Document Type
Dissertation
Degree
Doctor of Philosophy (PhD)
Major/Program
Civil Engineering
First Advisor's Name
Mohammed Hadi
First Advisor's Committee Title
Committee chair
Second Advisor's Name
Albert Gan
Second Advisor's Committee Title
committee member
Third Advisor's Name
Xia Jin
Third Advisor's Committee Title
committee member
Fourth Advisor's Name
Wensong Wu
Fourth Advisor's Committee Title
committee member
Fifth Advisor's Name
L. David Shen
Fifth Advisor's Committee Title
committee member
Sixth Advisor's Name
Yan Xiao
Sixth Advisor's Committee Title
committee member
Seventh Advisor's Name
Priyanka Alluri
Seventh Advisor's Committee Title
committee member
Keywords
Freeway Operations, Ramp Metering, Ramp Signaling, Traffic Management, System Bottleneck, Intelligent Transportation Systems, Monte Carlo, Stochastic Capacity
Date of Defense
11-7-2017
Abstract
Ramp metering is an effective management strategy, which helps to keep traffic density below the critical value, preventing breakdowns and thus maintaining the full capacity of the freeway. Warrants for ramp metering installation have been developed by a number of states around the nation. These warrants are generally simple and are based on the traffic, geometry, and safety conditions in the immediate vicinity of each ramp (local conditions). However, advanced applications of ramp metering utilize system-based metering algorithms that involve metering a number of on-ramps to address system bottleneck locations. These algorithms have been proven to perform better compared to local ramp metering algorithms. This has created a disconnection between existing agency metering warrants to install the meters and the subsequent management and operations of the ramp metering. Moreover, the existing local warrants only consider recurrent conditions to justify ramp metering installation with no consideration of the benefits of metering during non-recurrent events such as incidents and adverse weather.
This dissertation proposed a methodology to identify the ramps to meter based on system-wide recurrent and non-recurrent traffic conditions. The methodology incorporates the stochastic nature of the demand and capacity and the impacts of incidents and weather using Monte Carlo simulation and a ramp selection procedure based on a linear programming formulation. The results of the Monte Carlo simulation are demand and capacity values that are used as inputs to the linear programming formulation to identify the ramps to be metered for each of the Monte Carlo experiments.
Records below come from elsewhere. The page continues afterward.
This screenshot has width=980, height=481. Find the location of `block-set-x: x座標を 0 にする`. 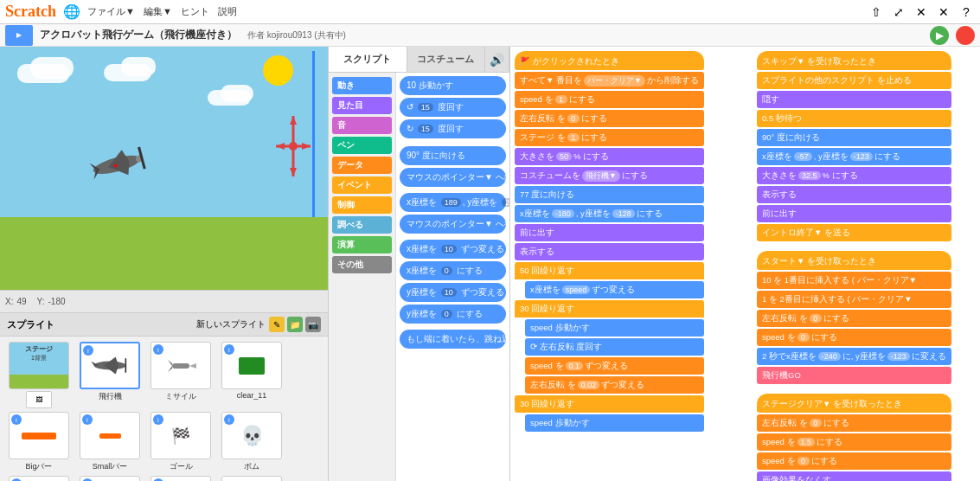

block-set-x: x座標を 0 にする is located at coordinates (453, 271).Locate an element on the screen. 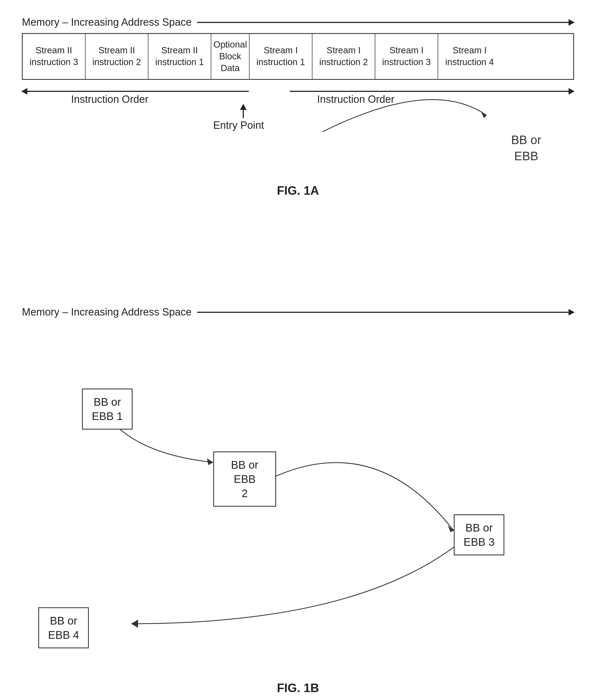 The height and width of the screenshot is (700, 597). fig1a-entry-point-label: Entry Point is located at coordinates (238, 125).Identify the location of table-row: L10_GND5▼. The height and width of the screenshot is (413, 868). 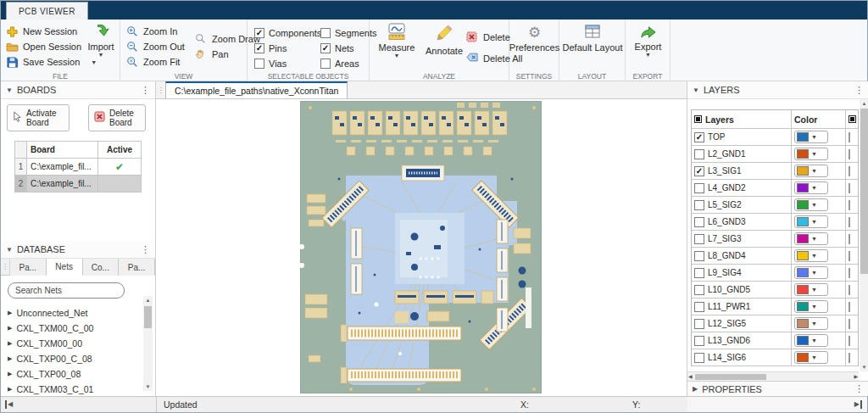
(775, 290).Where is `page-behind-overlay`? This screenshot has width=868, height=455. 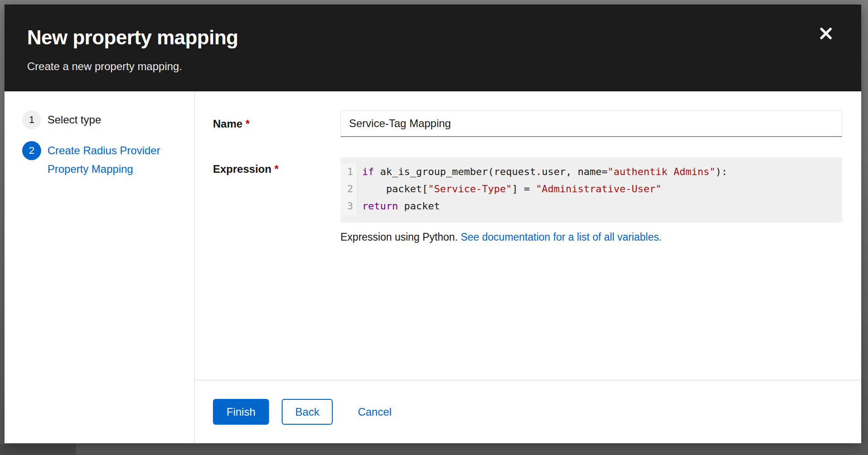
page-behind-overlay is located at coordinates (38, 450).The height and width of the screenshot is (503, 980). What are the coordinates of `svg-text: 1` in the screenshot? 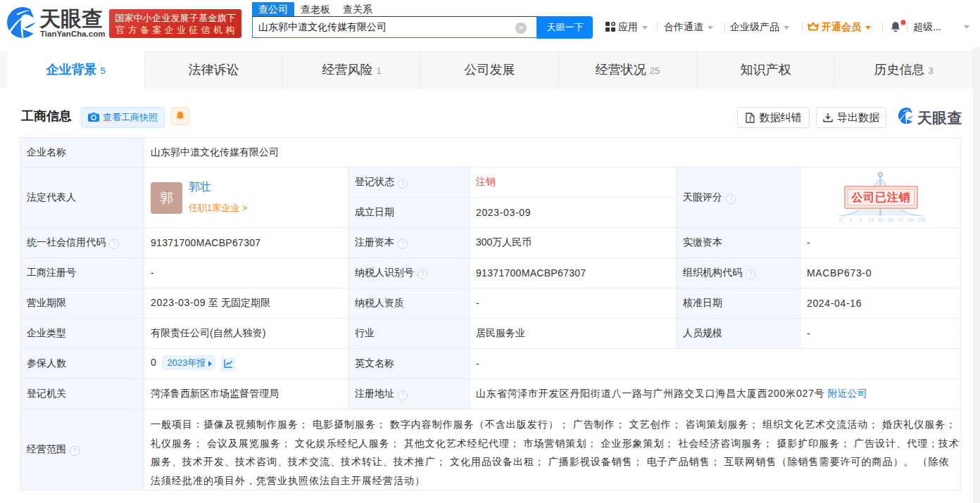 It's located at (850, 219).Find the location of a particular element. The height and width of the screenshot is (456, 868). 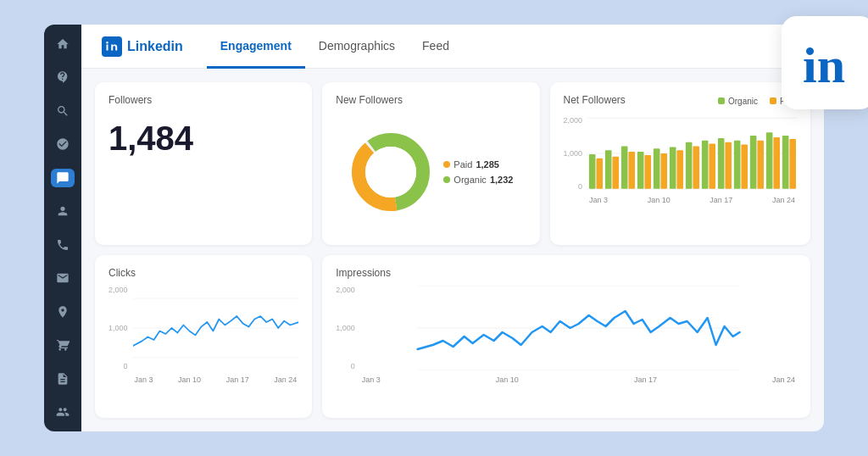

clicks-x-jan3: Jan 3 is located at coordinates (144, 380).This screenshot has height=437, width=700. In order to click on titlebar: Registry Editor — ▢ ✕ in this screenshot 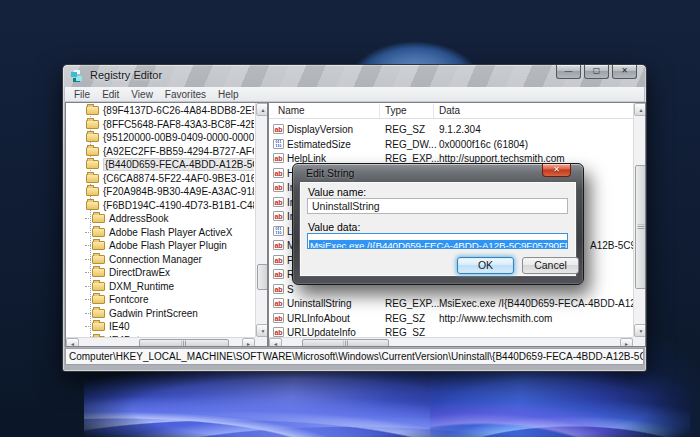, I will do `click(354, 76)`.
This method allows the identification of the minimum number of ramps that need to be metered to keep the flows below capacities on the freeway mainline segment, while keeping the on-ramp queues from spilling back to the upstream arterial street segments. The methodology can be used in conjunction with the existing local warrants to identify the ramps that need to be metered. In addition, it can be used in benefit-cost analyses of ramp metering deployments and associated decisions, such as which ramps to meter and when to activate in real-time. The methodology is extended to address incidents and rainfall events, which result in non-recurrent congestion. For this purpose, the impacts of non-recurrent events on capacity and demand distributions are incorporated in the methodology.
Identifier
FIDC006590
ORCID
https://orcid.org/0000-0003-4064-1358
Recommended Citation
Fartash, Homa, "Development of System-Based Methodology to Support Ramp Metering Deployment Decisions" (2017). FIU Electronic Theses and Dissertations. 3648.